Parenting

8 Thoughts I Have During Dinnertime With My Kids

by Jackie Goldschneider
healthy eating
Lise Gagne / iStock

I know I’m lucky I can put food on the table for my children every night. But sometimes when I’m feeding my children, I don’t feel lucky. Instead, I sometimes feel like getting up, discreetly grabbing my car keys, and gunning it to a secret location where I will never again have to suffer the torture of begging small people to eat. Here are eight thoughts I often have while feeding my children:

1. Just fucking swallow!

Holy crap, how freakin’ long can a piece of food actually sit in a human’s mouth? Please stop chewing that damn piece of chicken and just swallow it before I literally pull the hair out of my head and actually fall down on the floor and cry. If I watch you chew anymore, I might die.
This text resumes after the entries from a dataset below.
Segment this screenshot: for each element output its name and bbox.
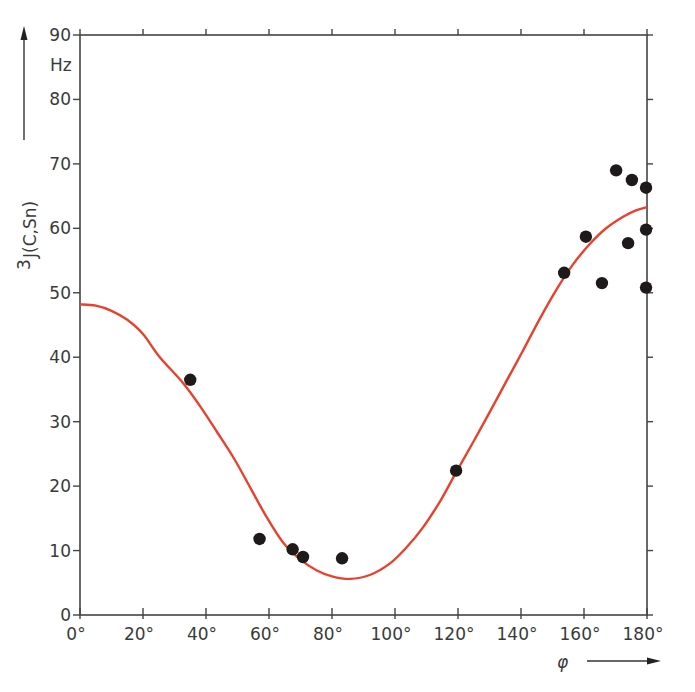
data-point [622,237,634,249]
y-axis-arrow-icon [21,26,28,140]
x-tick-label: 180° [623,624,664,644]
data-point [580,231,592,243]
x-tick-label: 160° [560,624,601,644]
data-points [184,164,652,564]
data-point [626,174,638,186]
x-axis-title: φ [557,652,569,672]
x-tick-label: 120° [434,624,475,644]
data-point [640,223,652,235]
y-axis-title-superscript: 3 [14,259,34,270]
chart: 0°20°40°60°80°100°120°140°160°180° 01020… [0,0,695,692]
data-point [184,374,196,386]
data-point [450,464,462,476]
y-tick-label: 30 [49,412,71,432]
y-tick-label: 80 [49,89,71,109]
y-tick-label: 50 [49,283,71,303]
y-tick-label: 40 [49,347,71,367]
x-tick-label: 80° [313,624,343,644]
y-tick-label: 0 [60,605,71,625]
x-axis-arrow-icon [587,658,661,665]
data-point [596,277,608,289]
data-point [336,552,348,564]
x-tick-label: 0° [66,624,85,644]
y-tick-label: 20 [49,476,71,496]
data-point [253,533,265,545]
plot-frame [80,35,647,615]
y-axis-ticks: 0102030405060708090 [49,25,653,625]
data-point [286,543,298,555]
fit-curve [80,207,647,579]
y-tick-label: 90 [49,25,71,45]
x-tick-label: 40° [187,624,217,644]
data-point [558,267,570,279]
x-tick-label: 60° [250,624,280,644]
data-point [610,164,622,176]
y-tick-label: 60 [49,218,71,238]
data-point [640,182,652,194]
data-point [297,551,309,563]
y-unit-label: Hz [50,55,72,75]
data-point [640,281,652,293]
x-tick-label: 140° [497,624,538,644]
y-axis-title-text: J(C,Sn) [20,201,40,259]
y-tick-label: 10 [49,541,71,561]
x-axis-ticks: 0°20°40°60°80°100°120°140°160°180° [66,29,663,644]
y-axis-title: 3 J(C,Sn) [14,201,40,270]
plot-border [80,35,647,615]
x-tick-label: 20° [124,624,154,644]
y-tick-label: 70 [49,154,71,174]
x-tick-label: 100° [371,624,412,644]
2. How can you not like something that was your favorite last week?

Didn’t you just tell me on Tuesday this was the best thing you ever ate, and isn’t that why I cooked a shitload for you to have all week? And now you hate it? That doesn’t happen in real life. When I like something enough to declare it my “favorite thing ever,” you can drop a dump truck of it into my mouth and I won’t tell you to stop ever.

3. Seriously, you think your food smells bad?

Like really, what could ever make someone smell a piece of fried chicken and make a face like they just stuck their nose in a pile of shit at the zoo? What the fuck could make a piece of pizza smell yucky? It’s bread baked with freakin’ sauce and cheese! My brain literally melts when I smell that stuff.

4. How are you full after three bites?

I mean, 15 minutes ago you declared yourself so starved that I dropped everything and speed-cooked dinner for you and then three bites later you’re full? I need to bottle that shit. When I’m starving like that, I can eat until someone stages an intervention. I don’t, but I think I could.

5. What’s with this ‘food touching each other’ situation?

Let me get this straight: So one bite of chicken has one microgram of mashed potato on it, and now you can’t eat any of it? Right. And the entire meal is destroyed because ketchup crept into a no ketchup zone and it has contaminated the whole meal—even if I wipe it off. Where are my keys?

6. I’m actually doing this.

I’m actually picking through your entire meal for every miniscule piece of shredded parsley just because parsley is green and you’re picky eaters. You’re really crying for a new meal because a chef dared to chop a scallion on the side? But I’m so desperate for you to just eat that I’m precisely removing all the green like a surgeon. This is serious shit. You’re eating this dinner. I don’t care what I have to do. I have no pride as long as you freakin’ eat!

7. Please do not tell me to let them be done when they haven’t eaten anything.

I hear you, Grandma. I know you know best. I know you say my kid can read his own hunger signs and he’ll eat when he’s hungry. But when he skips breakfast and turns into Chucky in the middle of the mall, you won’t be anywhere in sight. And when he skips dinner and decides he’s hungry at 11 p.m. when I’ve just fallen asleep, you’ll be watching repeats in your recliner. So please, just don’t say another word.

8. How can you legitimately not want that dessert?

Look, I’m not upset that you don’t want that piece of chocolate mousse cake. It’s definitely healthier if you don’t have it. I’m just trying to figure out how the fuck that’s humanly possible—that’s all. You have the option of eating that dessert completely guilt-free, with no real knowledge of how crap like that affects one’s ability to stuff their ass into skinny jeans, and your answer is still “I don’t want it.” Good for you. You’re my hero you lucky bastard. You didn’t get that from me.

But no one said this job would be easy. So despite the mealtime drama, I’ll grit my teeth and keep going. I’ll keep putting healthy food on the table and pleading with them to eat it until the day my kids don’t need me to feed them anymore. And years from now, when my children come home from college complaining about their freshman 15, I’ll remind them that I used to have to beg them to eat. And then we can all commiserate about our fat asses together over a pint of Ben & Jerry’s.